The Criterion Collection
Features
Aug 26, 2019 — In the first twenty-four features he directed, between 1925 and 1939, Alfred Hitchcock —always working closely with his wife Alma Reville (variously credited for assistant direction, screenplay, and continuity)—evolved from apprenticeship to technical mastery to an exuberant flowering that made...
May 28, 2019 — Nadine Labaki’s jury has selected an eclectic range of award winners from this year’s program.
May 21, 2019 — Claire Denis’s Let the Sunshine In (2017) is one of the great films about middle-aged loneliness, specifically—though not exclusively—as women feel it. It’s not a dating movie, though there’s dating in it. And it’s not a feeling-sorry-for-oneself movie, though there are...
The Daily
Apr 17, 2019 — Showcasing new work by filmmakers at the forefront of nonfiction and hybrid cinema, this year’s edition also pays tribute to three vital groundbreakers.
Mar 29, 2019 — When Carlos Reygadas’s debut film, Japón, came out in 2002, my generation was just starting to drive cars, smoke weed, use contraceptives. A movie ticket at the Cineteca Nacional still cost only twenty pesos then if you showed your student...
The Daily
Mar 26, 2019 — As BAM prepares to present the largest U.S. retrospective yet, we look back on the singular oeuvre.
The Daily
Feb 8, 2019 — He became a star in Britain’s “angry young men” era, but some of his best work would come decades later.
In Theaters
Nov 29, 2018 — Repertory Picks Tonight at 7, Minneapolis’s Trylon cinema will give over its single screen to Godfrey Reggio’s 1983 Koyaanisqatsi. Drawing its title from a Hopi term meaning “life out of balance,” the experimental, fiercely poetic film indicts the excesses of...
Essays
Nov 26, 2018 — The Magnificent Ambersons In his interviews with Peter Bogdanovich published as This Is Orson Welles, Welles speaks nostalgically of the time he spent with his father in a tranquil enclave of 1920s Illinois, comparing it to “a childhood back in...
Oct 22, 2018 — With her a capella take on the Rolling Stones’ “As Tears Go By,” the singer turns a brief moment in one of Godard’s most playful films into a reflection on loss.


Aim of the exercise: Going through the records that follow, please count the lines with "shape" in them and give only the count.

Items listed in a dataset:
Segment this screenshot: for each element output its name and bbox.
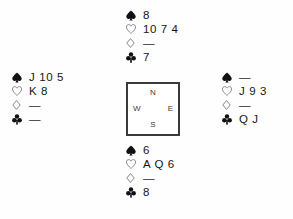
heart-icon: [12, 85, 24, 98]
club-icon: [126, 51, 138, 64]
club-icon: [12, 113, 24, 126]
east-heart-row: J 9 3: [222, 84, 267, 98]
east-heart-cards: J 9 3: [234, 85, 267, 98]
east-club-row: Q J: [222, 112, 267, 126]
south-spade-row: 6: [126, 143, 175, 157]
north-diamond-row: —: [126, 36, 179, 50]
spade-icon: [12, 71, 24, 84]
west-heart-cards: K 8: [24, 85, 48, 98]
hand-east: — J 9 3 —: [222, 70, 267, 126]
heart-icon: [126, 23, 138, 36]
north-club-row: 7: [126, 50, 179, 64]
west-club-row: —: [12, 112, 64, 126]
east-spade-cards: —: [234, 71, 251, 84]
spade-icon: [126, 9, 138, 22]
compass-label-west: W: [133, 105, 141, 113]
diamond-icon: [126, 172, 138, 185]
west-spade-row: J 10 5: [12, 70, 64, 84]
south-diamond-row: —: [126, 171, 175, 185]
north-club-cards: 7: [138, 51, 150, 64]
hand-north: 8 10 7 4 —: [126, 8, 179, 64]
east-diamond-row: —: [222, 98, 267, 112]
north-spade-cards: 8: [138, 9, 150, 22]
compass-box: N W E S: [126, 82, 180, 136]
spade-icon: [222, 71, 234, 84]
south-diamond-cards: —: [138, 172, 155, 185]
club-icon: [126, 186, 138, 199]
diamond-icon: [126, 37, 138, 50]
west-spade-cards: J 10 5: [24, 71, 64, 84]
north-spade-row: 8: [126, 8, 179, 22]
north-heart-cards: 10 7 4: [138, 23, 179, 36]
south-spade-cards: 6: [138, 144, 150, 157]
south-heart-cards: A Q 6: [138, 158, 175, 171]
north-diamond-cards: —: [138, 37, 155, 50]
west-diamond-cards: —: [24, 99, 41, 112]
compass-label-east: E: [168, 105, 173, 113]
diamond-icon: [222, 99, 234, 112]
heart-icon: [126, 158, 138, 171]
hand-south: 6 A Q 6 —: [126, 143, 175, 199]
compass-label-north: N: [150, 89, 156, 97]
east-diamond-cards: —: [234, 99, 251, 112]
west-club-cards: —: [24, 113, 41, 126]
north-heart-row: 10 7 4: [126, 22, 179, 36]
compass-label-south: S: [150, 121, 155, 129]
south-heart-row: A Q 6: [126, 157, 175, 171]
east-club-cards: Q J: [234, 113, 259, 126]
west-diamond-row: —: [12, 98, 64, 112]
spade-icon: [126, 144, 138, 157]
heart-icon: [222, 85, 234, 98]
club-icon: [222, 113, 234, 126]
hand-west: J 10 5 K 8 —: [12, 70, 64, 126]
west-heart-row: K 8: [12, 84, 64, 98]
south-club-cards: 8: [138, 186, 150, 199]
diamond-icon: [12, 99, 24, 112]
east-spade-row: —: [222, 70, 267, 84]
bridge-deal-diagram: 8 10 7 4 —: [0, 0, 293, 219]
south-club-row: 8: [126, 185, 175, 199]
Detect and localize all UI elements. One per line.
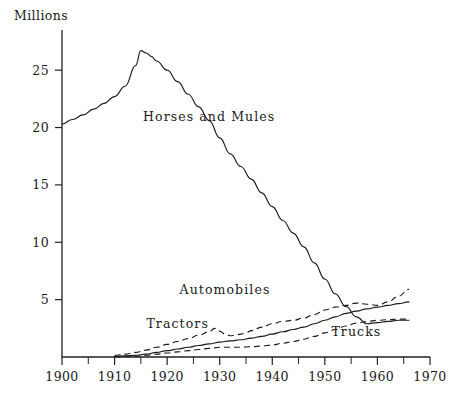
series-lines (62, 51, 409, 357)
axis-lines (62, 30, 430, 357)
series-label-horses-and-mules: Horses and Mules (143, 109, 275, 124)
axes: 5101520251900191019201930194019501960197… (32, 30, 446, 384)
y-axis-tick-label: 25 (32, 63, 49, 78)
y-axis-tick-label: 20 (32, 120, 49, 135)
x-axis-tick-label: 1910 (98, 369, 131, 384)
x-axis-tick-label: 1970 (413, 369, 446, 384)
y-axis-tick-label: 10 (32, 235, 49, 250)
y-axis-tick-label: 5 (41, 292, 49, 307)
series-label-tractors: Tractors (146, 316, 209, 331)
line-chart: 5101520251900191019201930194019501960197… (0, 0, 460, 396)
x-axis-tick-label: 1900 (45, 369, 78, 384)
x-axis-tick-label: 1950 (308, 369, 341, 384)
x-axis-tick-label: 1930 (203, 369, 236, 384)
series-label-automobiles: Automobiles (179, 282, 271, 297)
series-labels: Horses and MulesAutomobilesTractorsTruck… (143, 109, 381, 339)
x-axis-tick-label: 1940 (256, 369, 289, 384)
series-label-trucks: Trucks (331, 324, 381, 339)
chart-container: 5101520251900191019201930194019501960197… (0, 0, 460, 396)
y-axis-title: Millions (14, 8, 68, 23)
x-axis-tick-label: 1960 (361, 369, 394, 384)
y-axis-tick-label: 15 (32, 177, 49, 192)
x-axis-tick-label: 1920 (150, 369, 183, 384)
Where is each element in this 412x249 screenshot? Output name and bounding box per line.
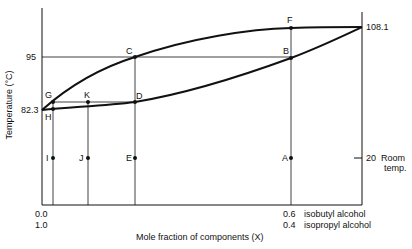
point-label-b: B [283, 46, 289, 56]
point-label-h: H [45, 112, 52, 122]
tick-20: 20 [366, 153, 376, 163]
temp-label: temp. [384, 163, 407, 173]
point-label-j: J [79, 153, 84, 163]
point-label-i: I [46, 153, 49, 163]
point-label-a: A [282, 153, 288, 163]
point-label-e: E [126, 153, 132, 163]
isobutyl-label: isobutyl alcohol [304, 209, 366, 219]
x-tick-0-4: 0.4 [283, 220, 296, 230]
x-tick-0-6: 0.6 [283, 209, 296, 219]
tick-82-3: 82.3 [21, 105, 39, 115]
point-label-c: C [126, 46, 133, 56]
tick-95: 95 [26, 52, 36, 62]
room-label: Room [381, 153, 405, 163]
x-axis-label: Mole fraction of components (X) [136, 232, 264, 242]
point-label-g: G [45, 90, 52, 100]
isopropyl-label: isopropyl alcohol [304, 220, 371, 230]
point-label-d: D [136, 91, 143, 101]
y-axis-label: Temperature (°C) [4, 60, 14, 150]
point-label-f: F [287, 15, 293, 25]
point-label-k: K [84, 90, 90, 100]
x-tick-1-0: 1.0 [35, 220, 48, 230]
tick-108-1: 108.1 [366, 22, 389, 32]
x-tick-0-0: 0.0 [35, 209, 48, 219]
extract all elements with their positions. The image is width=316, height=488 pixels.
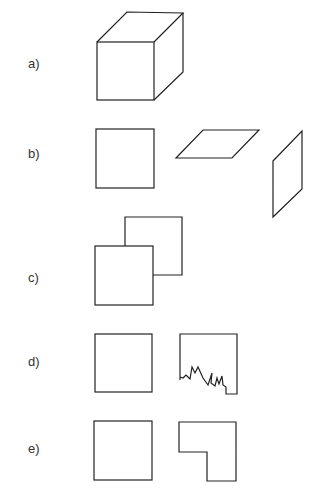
- front-square-c: [95, 246, 153, 305]
- vertical-parallelogram: [273, 131, 302, 217]
- square-e: [94, 421, 152, 480]
- figure-canvas: [0, 0, 316, 488]
- cube-shape: [97, 12, 183, 100]
- square-b: [96, 129, 154, 188]
- torn-square-d: [180, 334, 237, 394]
- l-shape-e: [179, 422, 236, 481]
- horizontal-parallelogram: [176, 130, 259, 158]
- square-d: [95, 334, 152, 392]
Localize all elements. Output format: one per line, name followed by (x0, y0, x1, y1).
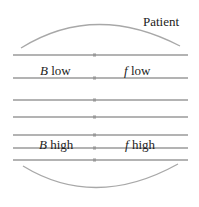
low-text: low (128, 63, 151, 78)
center-markers (93, 54, 96, 162)
b-high-label: B high (39, 138, 73, 151)
high-text: high (129, 137, 155, 152)
f-low-label: f low (124, 64, 150, 77)
f-high-label: f high (125, 138, 155, 151)
patient-label: Patient (143, 15, 179, 28)
diagram-canvas (0, 0, 199, 207)
high-text: high (47, 137, 73, 152)
low-text: low (48, 63, 71, 78)
b-variable: B (40, 63, 48, 78)
bottom-arc (23, 164, 178, 188)
b-low-label: B low (40, 64, 71, 77)
b-variable: B (39, 137, 47, 152)
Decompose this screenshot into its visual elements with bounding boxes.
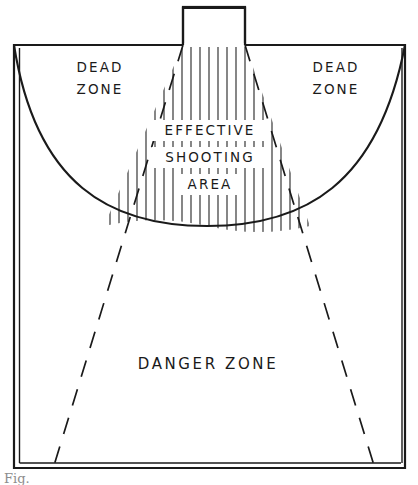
dead-zone-left-line2: ZONE (77, 81, 124, 97)
figure-root: DEAD ZONE DEAD ZONE EFFECTIVE SHOOTING A… (0, 0, 418, 485)
line-of-fire-boundaries (52, 45, 376, 472)
effective-shooting-area-line2: SHOOTING (165, 149, 255, 165)
gun-emplacement-structure (183, 7, 245, 47)
cone-line-left (52, 45, 183, 472)
effective-shooting-area-line1: EFFECTIVE (165, 122, 256, 138)
effective-shooting-area-line3: AREA (188, 176, 233, 192)
shooting-area-diagram: DEAD ZONE DEAD ZONE EFFECTIVE SHOOTING A… (0, 0, 418, 485)
cone-line-right (245, 45, 376, 472)
dead-zone-left-line1: DEAD (77, 59, 124, 75)
dead-zone-right-line1: DEAD (313, 59, 360, 75)
dead-zone-right-line2: ZONE (313, 81, 360, 97)
figure-caption-text: Fig. (4, 471, 30, 485)
figure-caption: Fig. (4, 471, 30, 485)
danger-zone-label: DANGER ZONE (138, 355, 278, 373)
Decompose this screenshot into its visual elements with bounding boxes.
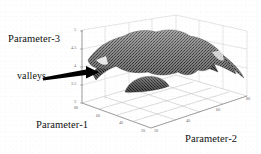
z-axis-label: Parameter-3 [8, 33, 60, 44]
y-tick-80: 80 [246, 97, 250, 101]
x-tick-20: 20 [141, 129, 145, 133]
z-tick-3: 3 [74, 100, 76, 104]
x-axis-spine [82, 103, 151, 128]
z-tick-4-5: 4.5 [71, 46, 76, 50]
valleys-arrow [43, 66, 99, 81]
x-tick-40: 40 [119, 121, 123, 125]
x-tick-60: 60 [96, 114, 100, 118]
y-tick-20: 20 [154, 129, 158, 133]
z-tick-5: 5 [74, 28, 76, 32]
y-axis-label: Parameter-2 [185, 133, 237, 144]
y-tick-40: 40 [186, 119, 190, 123]
x-axis-label: Parameter-1 [36, 119, 88, 130]
valleys-annotation-label: valleys [17, 70, 46, 81]
y-axis-spine [151, 96, 247, 128]
figure-canvas: 5 4.5 4 3.5 3 80 60 40 20 20 40 60 80 Pa… [0, 0, 261, 154]
z-axis-ticks [80, 31, 83, 103]
y-tick-60: 60 [216, 108, 220, 112]
z-tick-3-5: 3.5 [71, 82, 76, 86]
small-dome-surface [125, 76, 169, 92]
x-tick-80: 80 [74, 106, 78, 110]
z-tick-4: 4 [74, 64, 76, 68]
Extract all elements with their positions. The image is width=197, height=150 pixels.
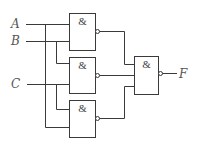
- nand-gate-3: &: [70, 101, 100, 138]
- inverter-bubble-icon: [96, 30, 100, 34]
- nand-gate-2: &: [70, 58, 100, 94]
- and-symbol: &: [78, 15, 87, 27]
- logic-circuit-diagram: A B C & & & &: [0, 0, 197, 150]
- inverter-bubble-icon: [159, 72, 163, 76]
- and-symbol: &: [78, 59, 87, 71]
- inverter-bubble-icon: [96, 74, 100, 78]
- wire-g3-to-g4: [100, 87, 135, 119]
- intermediate-wires: [100, 32, 135, 119]
- input-label-c: C: [11, 77, 20, 91]
- wire-b-to-g2: [57, 42, 70, 64]
- wire-a-to-g3: [46, 25, 70, 128]
- inverter-bubble-icon: [96, 117, 100, 121]
- output-label-f: F: [178, 67, 188, 81]
- and-symbol: &: [142, 58, 151, 70]
- nand-gate-1: &: [70, 14, 100, 51]
- wire-g1-to-g4: [100, 32, 135, 65]
- and-symbol: &: [78, 102, 87, 114]
- input-label-b: B: [10, 34, 20, 48]
- input-label-a: A: [10, 17, 20, 31]
- input-wires: [26, 25, 69, 128]
- wire-c-to-g3: [57, 85, 70, 110]
- nand-gate-output: &: [135, 57, 178, 95]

Answer to this problem: 2